Jules Verne

Jules Verne

Jules Gabriel Verne (1828–1905) was a French novelist, poet, and playwright.

Verne was born in the seaport of Nantes, where he was trained to follow in his father's footsteps as a lawyer, but quit the profession early in life to write for magazines and the stage. His collaboration with the publisher Pierre-Jules Hetzel led to the creation of the Voyages extraordinaires, a widely popular series of scrupulously researched adventure novels including Journey to the Center of the Earth (1864), Twenty Thousand Leagues Under the Sea (1870), and Around the World in Eighty Days (1873).

Verne is generally considered a major literary author in France and most of Europe, where he has had a wide influence on the literary avant-garde and on surrealism. His reputation is markedly different in Anglophone regions, where he has often been labeled a writer of genre fiction or children's books, largely because of the highly abridged and altered translations in which his novels are often reprinted.

Verne has been the second most-translated author in the world since 1979, ranking between Agatha Christie and William Shakespeare. He has sometimes been called the "Father of Science Fiction", a title that has also been given to H. G. Wells and Hugo Gernsback.

Verne’s father, intending that Jules follow in his footsteps as an attorney, sent him to Paris to study law. But the young Verne fell in love with literature, especially theatre. He wrote several plays, worked as secretary of the Théâtre Lyrique (1852–54), and published short stories and scientific essays in the periodical Musée des familles. In 1857 Verne married and for several years worked as a broker at the Paris Stock Market. During this period he continued to write, to do research at the Bibliothèque Nationale (National Library), and to dream of a new kind of novel—one that would combine scientific fact with adventure fiction. In September 1862 Verne met Pierre-Jules Hetzel, who agreed to publish the first of Verne’s Voyages extraordinaires (“Extraordinary Journeys”)—Cinq semaines en balloon(1863; Five Weeks in a Balloon). Initially serialized in Hetzel’s Le Magasin d’éducation et de récréation, the novel became an international best seller, and Hetzel offered Verne a long-term contract to produce many more works of “scientific fiction.” Verne subsequently quit his job at the stock marketto become a full-time writer and began what would prove to be a highly successful author-publisher collaboration that lasted for more than 40 years and resulted in more than 60 works in the popular series Voyages extraordinaires.

During the 20th century, Verne’s works were translated into more than 140 languages, making him one of the world’s most translated authors. A number of successful motion pictures were made from Verne novels, starting in 1916 with 20,000 Leagues Under the Sea (remade in 1954 by Walt Disney) and including The Mysterious Island (1929 and 1961), From the Earth to the Moon (1958), Journey to the Center of the Earth (1959), and, perhaps the most popular, Around the World in 80 Days (1956).

Verne’s influence extends beyond literature and film into the world of science and technology, where he inspired generations of scientists, inventors, and explorers. In 1954 the United States Navy launched the world’s first nuclear-powered submarine, named for Verne’s Nautilus. And for more than 130 years, adventurers such as Nellie Bly (1890), Wiley Post (1933), and Steve Fossett (2005) have followed in the footsteps of Verne’s fictional hero Phileas Fogg by attempting to circumnavigate the globe in record-breaking times. Verne and his enduringly popular Voyages extraordinaires continue to remind us that “What one man can imagine, another will someday be able to achieve.”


In the entries below, count every line containing "million". Reply with the number alone.
*** DATA UNDER STUDY ***
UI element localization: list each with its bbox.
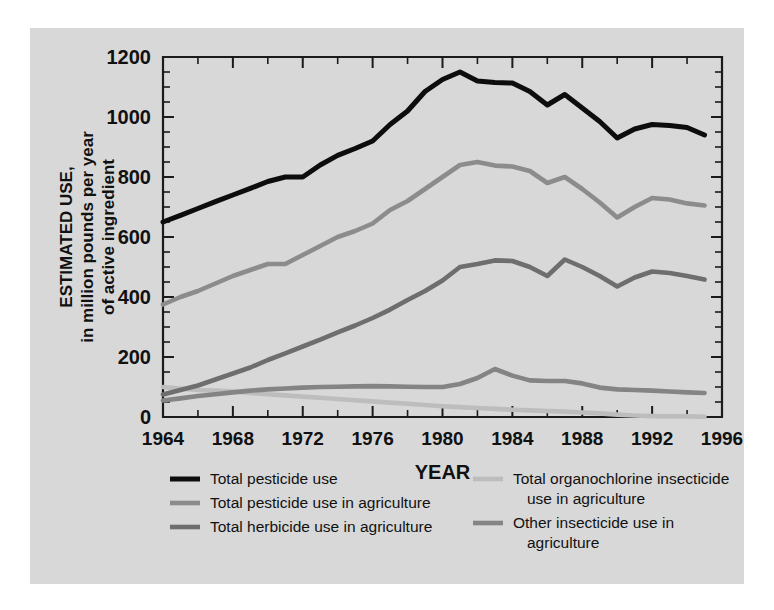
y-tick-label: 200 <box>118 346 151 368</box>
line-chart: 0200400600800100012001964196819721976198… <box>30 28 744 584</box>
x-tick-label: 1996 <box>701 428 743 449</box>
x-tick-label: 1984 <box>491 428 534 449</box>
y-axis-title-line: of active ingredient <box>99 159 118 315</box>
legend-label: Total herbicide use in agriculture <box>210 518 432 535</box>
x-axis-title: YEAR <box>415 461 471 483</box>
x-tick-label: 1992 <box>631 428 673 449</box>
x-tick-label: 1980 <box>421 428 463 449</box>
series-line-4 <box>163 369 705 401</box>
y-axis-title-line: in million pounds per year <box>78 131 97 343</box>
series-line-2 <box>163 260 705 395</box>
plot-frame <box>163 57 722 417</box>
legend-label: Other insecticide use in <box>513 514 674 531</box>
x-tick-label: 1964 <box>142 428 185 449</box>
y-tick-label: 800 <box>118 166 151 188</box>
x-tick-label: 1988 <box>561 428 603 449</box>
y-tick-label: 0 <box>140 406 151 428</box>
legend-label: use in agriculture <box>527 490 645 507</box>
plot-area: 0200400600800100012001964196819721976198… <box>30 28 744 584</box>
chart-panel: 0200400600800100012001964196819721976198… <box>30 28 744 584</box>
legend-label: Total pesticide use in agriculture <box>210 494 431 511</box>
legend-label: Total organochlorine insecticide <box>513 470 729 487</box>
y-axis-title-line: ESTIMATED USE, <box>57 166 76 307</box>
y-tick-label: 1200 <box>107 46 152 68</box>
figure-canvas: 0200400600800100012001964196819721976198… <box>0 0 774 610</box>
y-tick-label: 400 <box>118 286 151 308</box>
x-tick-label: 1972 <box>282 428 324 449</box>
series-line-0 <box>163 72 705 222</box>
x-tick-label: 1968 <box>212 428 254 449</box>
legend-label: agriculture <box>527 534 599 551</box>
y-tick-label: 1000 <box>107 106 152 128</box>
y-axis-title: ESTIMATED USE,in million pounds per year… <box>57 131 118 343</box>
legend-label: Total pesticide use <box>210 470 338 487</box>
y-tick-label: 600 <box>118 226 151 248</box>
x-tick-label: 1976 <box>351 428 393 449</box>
*** End of DATA UNDER STUDY ***
*** DATA UNDER STUDY ***
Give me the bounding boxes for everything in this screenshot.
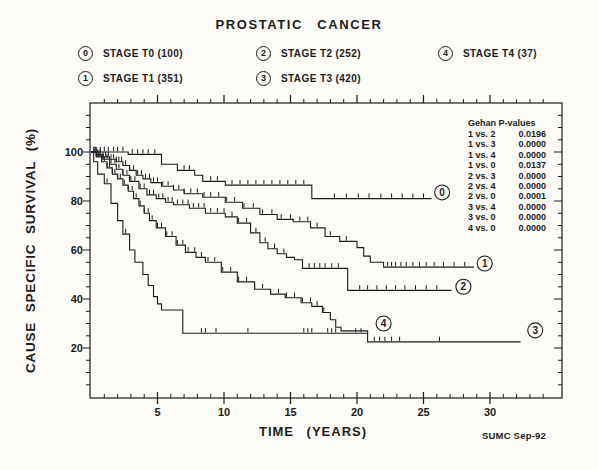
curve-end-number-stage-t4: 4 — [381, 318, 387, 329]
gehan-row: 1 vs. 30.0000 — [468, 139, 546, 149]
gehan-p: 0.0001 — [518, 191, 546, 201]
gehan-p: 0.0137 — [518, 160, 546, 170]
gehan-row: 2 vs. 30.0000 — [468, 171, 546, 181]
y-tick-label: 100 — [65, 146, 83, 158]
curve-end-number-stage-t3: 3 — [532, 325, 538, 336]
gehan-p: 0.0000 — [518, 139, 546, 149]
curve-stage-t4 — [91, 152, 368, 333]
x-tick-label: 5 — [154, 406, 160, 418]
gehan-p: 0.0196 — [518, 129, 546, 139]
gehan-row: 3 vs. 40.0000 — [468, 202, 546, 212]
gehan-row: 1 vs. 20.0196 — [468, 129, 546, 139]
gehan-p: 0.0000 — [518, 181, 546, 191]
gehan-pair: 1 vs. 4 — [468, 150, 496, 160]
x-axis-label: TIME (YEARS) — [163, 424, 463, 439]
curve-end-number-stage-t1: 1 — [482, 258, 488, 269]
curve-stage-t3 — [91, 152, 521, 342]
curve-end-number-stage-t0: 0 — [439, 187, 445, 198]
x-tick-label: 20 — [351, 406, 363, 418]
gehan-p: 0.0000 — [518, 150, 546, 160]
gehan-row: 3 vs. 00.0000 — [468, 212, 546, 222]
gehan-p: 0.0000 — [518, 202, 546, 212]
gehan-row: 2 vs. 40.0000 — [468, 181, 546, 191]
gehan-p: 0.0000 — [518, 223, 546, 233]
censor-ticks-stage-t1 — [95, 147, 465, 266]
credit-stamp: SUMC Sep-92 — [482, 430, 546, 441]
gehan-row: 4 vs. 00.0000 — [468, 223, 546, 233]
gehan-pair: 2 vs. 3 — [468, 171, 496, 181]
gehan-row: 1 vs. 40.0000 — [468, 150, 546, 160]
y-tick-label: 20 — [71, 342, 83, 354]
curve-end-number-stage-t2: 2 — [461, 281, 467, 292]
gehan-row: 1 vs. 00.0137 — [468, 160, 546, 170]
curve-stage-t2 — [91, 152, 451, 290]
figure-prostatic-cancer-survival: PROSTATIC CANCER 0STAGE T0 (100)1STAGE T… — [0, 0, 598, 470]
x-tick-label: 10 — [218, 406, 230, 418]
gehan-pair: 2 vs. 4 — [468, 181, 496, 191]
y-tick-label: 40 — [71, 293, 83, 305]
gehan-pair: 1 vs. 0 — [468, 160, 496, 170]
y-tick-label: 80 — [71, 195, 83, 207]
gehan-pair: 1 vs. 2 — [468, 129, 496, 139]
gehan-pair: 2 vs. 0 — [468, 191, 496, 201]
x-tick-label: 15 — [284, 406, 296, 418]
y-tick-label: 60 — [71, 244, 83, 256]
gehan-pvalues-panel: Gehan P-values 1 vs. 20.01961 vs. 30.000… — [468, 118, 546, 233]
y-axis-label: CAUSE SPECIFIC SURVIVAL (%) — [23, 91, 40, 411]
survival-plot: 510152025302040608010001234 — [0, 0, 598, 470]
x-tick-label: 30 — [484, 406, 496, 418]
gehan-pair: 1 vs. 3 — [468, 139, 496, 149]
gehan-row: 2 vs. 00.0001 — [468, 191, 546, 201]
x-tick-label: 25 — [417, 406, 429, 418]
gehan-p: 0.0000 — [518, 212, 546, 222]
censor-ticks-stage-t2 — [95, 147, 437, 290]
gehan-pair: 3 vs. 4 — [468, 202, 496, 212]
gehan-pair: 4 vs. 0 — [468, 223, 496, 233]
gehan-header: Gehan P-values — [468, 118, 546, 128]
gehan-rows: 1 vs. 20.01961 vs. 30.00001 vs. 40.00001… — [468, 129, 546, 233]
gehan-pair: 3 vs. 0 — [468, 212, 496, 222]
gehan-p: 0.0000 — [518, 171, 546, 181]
*** End of DATA UNDER STUDY ***
* [EXERCISE SOLUTION]
2